Kenny Knight

Crossroads Reissue

(Paradise of Bachelors; 1980 / 2015)

By Maura McAndrew | 18 May 2015

Kenny Knight’s Crossroads, originally released in 1980 and reissued this month by Paradise of Bachelors, is a must-listen for two reasons. The first and most instantly compelling is its air of promise and possibility. The story is almost too perfect to be believed: writer Michael Klausman stumbles across an album in a Denver shop. Struck by the cover image—a mustachioed man climbing the side of a train, eyes squinting into middle distance—he takes it home. He listens to it and it is, astonishingly, good. Further research on its provenance provides no results; all he knows is that it’s by a man named Kenny Knight and was released in 1980 on a small label called Calop records. He eventually tracks down Knight, a former Marine and auto-body painter who released just the one record and, discouraged by its lack of success, tossed the unsold copies into a dumpster. But this one made it into the right hands—and that is how it got into ours.

This is what I mean by possibility. It’s every record collector’s dream, or at least it was, before eBay and Amazon and torrents made it nearly impossible to really discover something, something that hadn’t already been claimed and stamped with a genre and evaluated in stars by Allmusic. There are still plenty of overlooked records out there, probably more than ever due to the ease of recording and releasing online. Reaching listeners isn’t the problem anymore, it’s distinguishing oneself in the avalanche of releases. But in Kenny Knight’s day, you pressed a small number of records and tried to promote them as much as you could locally and on tour. That was it. In the mind of the record collector, Kenny Knight spells hope: there could still be so much we haven’t discovered, humble homemade recordings as cultural documents, lost postcards from another time and place. The story of Kenny Knight, and the stories of so many others discovered through the work of labels like Numero Group, is thrilling, really. It’s the kind of thing that, to a music lover, feels almost spiritual.

This would all be much less compelling, of course, if it weren’t for reason number two to listen to Kenny Knight’s Crossroads: the songs. Crossroads is a gentle, melancholy country-rock record in the vein of the Grateful Dead, Buffalo Springfield, or Gram Parsons. For a first album, it is remarkably coherent in theme and sound. The songs, straightforward ruminations on love and struggle, are a nice mix of somber, upbeat, and edgy, but all are grounded in swooning pedal steel and honky-tonk-tinged guitar. Crossroads sounds alternately like a classic from the early ’70s Laurel Canyon scene and like a contemporary record (think the Men’s recent work, minus the noise). One thing it doesn’t sound like is a record from 1980—which is perhaps why it never originally found its audience.

All the better for us. Crossroads is wall-to-wall beauty, particularly the affecting “One Down” and “All My Memories,” and closer “America” (“America, with all of your beauty / America, looking so pretty / Don’t lock me out / Don’t push me about / Open up your doors for me”). The messages here are familiar, but delivered in Knight’s plainspoken voice over liquid guitar, it all sounds fresh and true—as true today as it must have in 1980. Another highlight, “Carry Me Down,” actually takes on new meaning in light of the record’s reissue, as Knight sings of hope in the face of difficult odds: “I’ve been messed up, dressed up / and seen the world / I’ve been making sounds, getting down / No one hears a word / It won’t be long / I’m holding on.”

As you may have guessed, the conclusion of Michael Klausman’s story is that he did, in fact, meet Kenny Knight, still alive and well in Denver, CO and willing to pen some liner notes for the Crossroads reissue. He talks of his beginnings—writing and recording music from age eleven—his years playing in bands and stationed in California with the Marines, and eventually shopping his debut along the unforgiving Sunset strip in 1980. But he also talks about the times since—writing and recording for the simple reason that “I love to play.” And it’s this love of music that shines through on Crossroads, from the heart of man who had already done a lot of living, but never lost his creative passion. I suppose that’s what is so appealing about the rediscovery of a “lost” recording: the idea that art is and should be a product of life, an accompaniment to living. It doesn’t have to be a raison d’etre, the thing that gets you where you want to go. It can instead be the thing that you take with you always, that enhances where you go and who you become.

These are the kinds of timeless sentiments invoked by Kenny Knight’s Crossroads, both in its story and its songs. This record is still unlikely to reach a huge audience, but it will reach those of us who are looking for something different—for that thrill of possibility and discovery. And for us, it’s a treasure.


_Exercise_
Write out the listing in full, matching it word for word.

[Data shown — start]

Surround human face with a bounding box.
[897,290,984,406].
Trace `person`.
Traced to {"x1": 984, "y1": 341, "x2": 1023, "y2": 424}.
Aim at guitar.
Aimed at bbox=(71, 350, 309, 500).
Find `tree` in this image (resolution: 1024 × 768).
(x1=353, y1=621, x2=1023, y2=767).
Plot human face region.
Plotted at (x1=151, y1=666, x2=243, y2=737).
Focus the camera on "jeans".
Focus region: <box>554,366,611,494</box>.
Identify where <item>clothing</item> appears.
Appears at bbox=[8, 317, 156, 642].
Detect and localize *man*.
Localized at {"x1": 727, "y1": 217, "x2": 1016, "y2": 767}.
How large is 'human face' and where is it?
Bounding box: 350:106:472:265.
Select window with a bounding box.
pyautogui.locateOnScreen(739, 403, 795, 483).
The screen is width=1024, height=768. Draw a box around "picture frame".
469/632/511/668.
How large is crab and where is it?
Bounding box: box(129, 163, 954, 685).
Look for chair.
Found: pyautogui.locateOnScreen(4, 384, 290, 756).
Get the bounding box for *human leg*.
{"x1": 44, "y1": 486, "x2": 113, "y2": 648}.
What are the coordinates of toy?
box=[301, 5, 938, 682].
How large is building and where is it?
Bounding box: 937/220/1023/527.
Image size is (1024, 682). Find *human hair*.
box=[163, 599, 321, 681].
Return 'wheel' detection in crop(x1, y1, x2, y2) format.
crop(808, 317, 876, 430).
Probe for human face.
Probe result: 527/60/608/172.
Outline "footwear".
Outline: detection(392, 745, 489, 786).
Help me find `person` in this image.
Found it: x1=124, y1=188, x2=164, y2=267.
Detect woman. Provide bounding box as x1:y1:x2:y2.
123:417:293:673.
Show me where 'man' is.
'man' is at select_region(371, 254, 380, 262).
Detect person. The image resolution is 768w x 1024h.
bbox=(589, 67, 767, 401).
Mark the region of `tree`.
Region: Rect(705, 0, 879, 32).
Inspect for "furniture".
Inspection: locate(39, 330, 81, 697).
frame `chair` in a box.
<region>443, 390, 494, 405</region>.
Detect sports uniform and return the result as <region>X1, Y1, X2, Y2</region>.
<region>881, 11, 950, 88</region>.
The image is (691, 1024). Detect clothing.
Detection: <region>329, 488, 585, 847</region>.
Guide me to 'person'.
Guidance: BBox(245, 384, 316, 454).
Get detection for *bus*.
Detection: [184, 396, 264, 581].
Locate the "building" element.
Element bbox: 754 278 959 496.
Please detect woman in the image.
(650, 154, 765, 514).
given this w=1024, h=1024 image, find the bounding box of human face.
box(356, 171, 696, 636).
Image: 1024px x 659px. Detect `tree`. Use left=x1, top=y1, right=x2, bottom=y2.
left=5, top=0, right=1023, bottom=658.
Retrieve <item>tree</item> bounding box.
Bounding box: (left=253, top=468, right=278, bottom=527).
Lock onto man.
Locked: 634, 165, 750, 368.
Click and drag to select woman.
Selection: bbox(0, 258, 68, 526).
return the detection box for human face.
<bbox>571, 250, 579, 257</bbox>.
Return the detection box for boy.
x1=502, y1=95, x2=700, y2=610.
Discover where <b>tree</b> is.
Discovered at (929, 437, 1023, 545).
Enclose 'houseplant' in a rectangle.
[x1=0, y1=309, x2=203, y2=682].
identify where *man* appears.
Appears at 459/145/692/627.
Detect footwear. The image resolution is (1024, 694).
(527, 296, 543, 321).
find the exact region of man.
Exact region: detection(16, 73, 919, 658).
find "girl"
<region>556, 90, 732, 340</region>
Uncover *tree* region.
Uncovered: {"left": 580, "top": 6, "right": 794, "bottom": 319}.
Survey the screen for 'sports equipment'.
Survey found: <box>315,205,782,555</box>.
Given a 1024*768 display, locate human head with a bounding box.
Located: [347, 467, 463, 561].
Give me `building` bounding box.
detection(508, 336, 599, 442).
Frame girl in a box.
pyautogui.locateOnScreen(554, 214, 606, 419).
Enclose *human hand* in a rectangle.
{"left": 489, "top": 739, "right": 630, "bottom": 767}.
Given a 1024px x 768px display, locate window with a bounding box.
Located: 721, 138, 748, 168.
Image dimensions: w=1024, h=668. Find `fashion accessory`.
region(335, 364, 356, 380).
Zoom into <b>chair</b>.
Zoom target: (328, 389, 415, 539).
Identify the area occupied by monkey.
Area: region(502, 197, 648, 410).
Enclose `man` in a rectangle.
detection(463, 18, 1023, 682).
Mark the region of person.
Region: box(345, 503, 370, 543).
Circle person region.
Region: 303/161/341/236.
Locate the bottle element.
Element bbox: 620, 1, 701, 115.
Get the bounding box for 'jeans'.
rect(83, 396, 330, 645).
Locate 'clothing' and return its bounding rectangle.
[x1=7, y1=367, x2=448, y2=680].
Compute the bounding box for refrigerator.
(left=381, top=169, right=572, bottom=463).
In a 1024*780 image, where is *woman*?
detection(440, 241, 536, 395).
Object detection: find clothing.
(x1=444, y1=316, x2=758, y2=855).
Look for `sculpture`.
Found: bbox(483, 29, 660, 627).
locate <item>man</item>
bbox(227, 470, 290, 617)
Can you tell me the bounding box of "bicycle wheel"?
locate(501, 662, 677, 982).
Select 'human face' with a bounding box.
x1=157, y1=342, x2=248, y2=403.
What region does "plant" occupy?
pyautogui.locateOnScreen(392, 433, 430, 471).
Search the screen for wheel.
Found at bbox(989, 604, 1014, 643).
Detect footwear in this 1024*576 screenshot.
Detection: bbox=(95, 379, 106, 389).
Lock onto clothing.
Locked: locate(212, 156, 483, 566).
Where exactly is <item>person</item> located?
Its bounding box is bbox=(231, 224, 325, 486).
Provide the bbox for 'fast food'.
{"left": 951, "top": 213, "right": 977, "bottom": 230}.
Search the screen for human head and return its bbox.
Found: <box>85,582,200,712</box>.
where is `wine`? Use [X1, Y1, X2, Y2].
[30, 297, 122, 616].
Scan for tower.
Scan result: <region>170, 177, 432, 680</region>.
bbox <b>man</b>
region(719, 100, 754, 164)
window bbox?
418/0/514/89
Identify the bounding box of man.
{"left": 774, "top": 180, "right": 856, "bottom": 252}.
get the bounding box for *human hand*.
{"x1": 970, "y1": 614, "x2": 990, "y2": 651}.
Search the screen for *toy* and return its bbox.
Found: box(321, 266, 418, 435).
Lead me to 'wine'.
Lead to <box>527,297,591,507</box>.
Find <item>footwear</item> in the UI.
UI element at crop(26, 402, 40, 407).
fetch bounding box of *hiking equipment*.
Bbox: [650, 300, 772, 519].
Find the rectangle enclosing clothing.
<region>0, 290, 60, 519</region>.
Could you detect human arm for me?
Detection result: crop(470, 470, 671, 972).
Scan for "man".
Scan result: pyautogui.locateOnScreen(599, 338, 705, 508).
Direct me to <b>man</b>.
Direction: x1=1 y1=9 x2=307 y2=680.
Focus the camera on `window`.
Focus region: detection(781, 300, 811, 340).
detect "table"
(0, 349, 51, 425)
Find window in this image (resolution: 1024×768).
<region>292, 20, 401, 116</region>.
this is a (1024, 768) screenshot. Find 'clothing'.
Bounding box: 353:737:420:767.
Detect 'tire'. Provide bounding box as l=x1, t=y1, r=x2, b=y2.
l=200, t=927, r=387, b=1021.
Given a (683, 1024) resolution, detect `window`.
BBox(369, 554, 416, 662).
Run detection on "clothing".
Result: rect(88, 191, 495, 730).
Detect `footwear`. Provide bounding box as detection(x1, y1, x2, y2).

[Data shown — finish]

_Response to the exercise_
Surround human face with a bounding box.
[897,290,984,406].
Trace `person`.
Traced to {"x1": 984, "y1": 341, "x2": 1023, "y2": 424}.
Aim at guitar.
Aimed at bbox=(71, 350, 309, 500).
Find `tree` in this image (resolution: 1024 × 768).
(x1=353, y1=621, x2=1023, y2=767).
Plot human face region.
Plotted at (x1=151, y1=666, x2=243, y2=737).
Focus the camera on "jeans".
Focus region: <box>554,366,611,494</box>.
Identify where <item>clothing</item> appears.
Appears at bbox=[8, 317, 156, 642].
Detect and localize *man*.
Localized at {"x1": 727, "y1": 217, "x2": 1016, "y2": 767}.
How large is 'human face' and where is it?
Bounding box: 350:106:472:265.
Select window with a bounding box.
pyautogui.locateOnScreen(739, 403, 795, 483).
The screen is width=1024, height=768. Draw a box around "picture frame".
469/632/511/668.
How large is crab and where is it?
Bounding box: box(129, 163, 954, 685).
Look for chair.
Found: pyautogui.locateOnScreen(4, 384, 290, 756).
Get the bounding box for *human leg*.
{"x1": 44, "y1": 486, "x2": 113, "y2": 648}.
What are the coordinates of toy?
box=[301, 5, 938, 682].
How large is building and where is it?
Bounding box: 937/220/1023/527.
Image size is (1024, 682). Find *human hair*.
box=[163, 599, 321, 681].
Return 'wheel' detection in crop(x1, y1, x2, y2) format.
crop(808, 317, 876, 430).
Probe for human face.
Probe result: 527/60/608/172.
Outline "footwear".
Outline: detection(392, 745, 489, 786).
Help me find `person` in this image.
Found it: x1=124, y1=188, x2=164, y2=267.
Detect woman. Provide bounding box as x1:y1:x2:y2.
123:417:293:673.
Show me where 'man' is.
'man' is at select_region(371, 254, 380, 262).
Detect person. The image resolution is 768w x 1024h.
bbox=(589, 67, 767, 401).
Mark the region of `tree`.
Region: Rect(705, 0, 879, 32).
Inspect for "furniture".
Inspection: locate(39, 330, 81, 697).
frame `chair` in a box.
<region>443, 390, 494, 405</region>.
Detect sports uniform and return the result as <region>X1, Y1, X2, Y2</region>.
<region>881, 11, 950, 88</region>.
The image is (691, 1024). Detect clothing.
Detection: <region>329, 488, 585, 847</region>.
Guide me to 'person'.
Guidance: BBox(245, 384, 316, 454).
Get detection for *bus*.
Detection: [184, 396, 264, 581].
Locate the "building" element.
Element bbox: 754 278 959 496.
Please detect woman in the image.
(650, 154, 765, 514).
given this w=1024, h=1024 image, find the bounding box of human face.
box(356, 171, 696, 636).
Image: 1024px x 659px. Detect `tree`. Use left=x1, top=y1, right=x2, bottom=y2.
left=5, top=0, right=1023, bottom=658.
Retrieve <item>tree</item> bounding box.
Bounding box: (left=253, top=468, right=278, bottom=527).
Lock onto man.
Locked: 634, 165, 750, 368.
Click and drag to select woman.
Selection: bbox(0, 258, 68, 526).
return the detection box for human face.
<bbox>571, 250, 579, 257</bbox>.
Return the detection box for boy.
x1=502, y1=95, x2=700, y2=610.
Discover where <b>tree</b> is.
Discovered at (929, 437, 1023, 545).
Enclose 'houseplant' in a rectangle.
[x1=0, y1=309, x2=203, y2=682].
identify where *man* appears.
Appears at 459/145/692/627.
Detect footwear. The image resolution is (1024, 694).
(527, 296, 543, 321).
find the exact region of man.
Exact region: detection(16, 73, 919, 658).
find "girl"
<region>556, 90, 732, 340</region>
Uncover *tree* region.
Uncovered: {"left": 580, "top": 6, "right": 794, "bottom": 319}.
Survey the screen for 'sports equipment'.
Survey found: <box>315,205,782,555</box>.
Given a 1024*768 display, locate human head with a bounding box.
Located: [347, 467, 463, 561].
Give me `building` bounding box.
detection(508, 336, 599, 442).
Frame girl in a box.
pyautogui.locateOnScreen(554, 214, 606, 419).
Enclose *human hand* in a rectangle.
{"left": 489, "top": 739, "right": 630, "bottom": 767}.
Given a 1024px x 768px display, locate window with a bounding box.
Located: 721, 138, 748, 168.
Image dimensions: w=1024, h=668. Find `fashion accessory`.
region(335, 364, 356, 380).
Zoom into <b>chair</b>.
Zoom target: (328, 389, 415, 539).
Identify the area occupied by monkey.
Area: region(502, 197, 648, 410).
Enclose `man` in a rectangle.
detection(463, 18, 1023, 682).
Mark the region of person.
Region: box(345, 503, 370, 543).
Circle person region.
Region: 303/161/341/236.
Locate the bottle element.
Element bbox: 620, 1, 701, 115.
Get the bounding box for 'jeans'.
rect(83, 396, 330, 645).
Locate 'clothing' and return its bounding rectangle.
[x1=7, y1=367, x2=448, y2=680].
Compute the bounding box for refrigerator.
(left=381, top=169, right=572, bottom=463).
In a 1024*780 image, where is *woman*?
detection(440, 241, 536, 395).
Object detection: find clothing.
(x1=444, y1=316, x2=758, y2=855).
Look for `sculpture`.
Found: bbox(483, 29, 660, 627).
locate <item>man</item>
bbox(227, 470, 290, 617)
Can you tell me the bounding box of "bicycle wheel"?
locate(501, 662, 677, 982).
Select 'human face' with a bounding box.
x1=157, y1=342, x2=248, y2=403.
What region does "plant" occupy?
pyautogui.locateOnScreen(392, 433, 430, 471).
Search the screen for wheel.
Found at bbox(989, 604, 1014, 643).
Detect footwear in this 1024*576 screenshot.
Detection: bbox=(95, 379, 106, 389).
Lock onto clothing.
Locked: locate(212, 156, 483, 566).
Where exactly is <item>person</item> located?
Its bounding box is bbox=(231, 224, 325, 486).
Provide the bbox for 'fast food'.
{"left": 951, "top": 213, "right": 977, "bottom": 230}.
Search the screen for human head and return its bbox.
Found: <box>85,582,200,712</box>.
where is `wine`? Use [X1, Y1, X2, Y2].
[30, 297, 122, 616].
Scan for tower.
Scan result: <region>170, 177, 432, 680</region>.
bbox <b>man</b>
region(719, 100, 754, 164)
window bbox?
418/0/514/89
Identify the bounding box of man.
{"left": 774, "top": 180, "right": 856, "bottom": 252}.
get the bounding box for *human hand*.
{"x1": 970, "y1": 614, "x2": 990, "y2": 651}.
Search the screen for *toy* and return its bbox.
Found: box(321, 266, 418, 435).
Lead me to 'wine'.
Lead to <box>527,297,591,507</box>.
Find <item>footwear</item> in the UI.
UI element at crop(26, 402, 40, 407).
fetch bounding box of *hiking equipment*.
Bbox: [650, 300, 772, 519].
Find the rectangle enclosing clothing.
<region>0, 290, 60, 519</region>.
Could you detect human arm for me?
Detection result: crop(470, 470, 671, 972).
Scan for "man".
Scan result: pyautogui.locateOnScreen(599, 338, 705, 508).
Direct me to <b>man</b>.
Direction: x1=1 y1=9 x2=307 y2=680.
Focus the camera on `window`.
Focus region: detection(781, 300, 811, 340).
detect "table"
(0, 349, 51, 425)
Find window in this image (resolution: 1024×768).
<region>292, 20, 401, 116</region>.
this is a (1024, 768) screenshot. Find 'clothing'.
Bounding box: 353:737:420:767.
Detect 'tire'. Provide bounding box as l=x1, t=y1, r=x2, b=y2.
l=200, t=927, r=387, b=1021.
Given a (683, 1024) resolution, detect `window`.
BBox(369, 554, 416, 662).
Run detection on "clothing".
Result: rect(88, 191, 495, 730).
Detect `footwear`. Provide bounding box as detection(x1, y1, x2, y2).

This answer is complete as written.